“I am afraid you feel ill, Miss Oldcastle.”
“Not at all,” she answered, more quickly than she had yet spoken.
“This place must be damp,” I said. “I fear you have taken cold.”
She drew herself up a little haughtily, thinking, no doubt, that after her denial I was improperly pressing the point. So I drew back to the subject of our conversation.
“But I can hardly think,” I said, “that all this mass of stone could be required to build the house, large as it is. A house is not solid, you know.”
“No,” she answered. “The original building was more of a castle, with walls and battlements. I can show you the foundations of them still; and the picture, too, of what the place used to be. We are not what we were then. Many a cottage, too, has been built out of this old quarry. Not a stone has been taken from it for the last fifty years, though. Just let me show you one thing, Mr. Walton, and then I must leave you.”

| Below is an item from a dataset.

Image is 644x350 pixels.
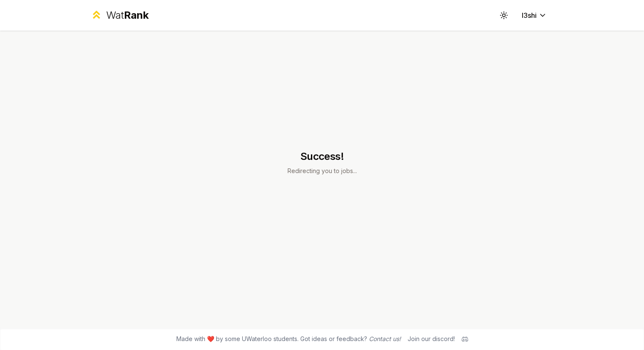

“Do not let me detain you a moment. I will go at once,” I said; “though, if you would allow me, I should be more at ease if I might see you safe at the top of the stair first.”
She smiled.
“Indeed, I am not ill,” she answered; “but I have duties to attend to. Just let me show you this, and then you shall go with me back to mamma.”
She led the way to the edge of the pond and looked into it. I followed, and gazed down into its depths, till my sight was lost in them. I could see no bottom to the rocky shaft.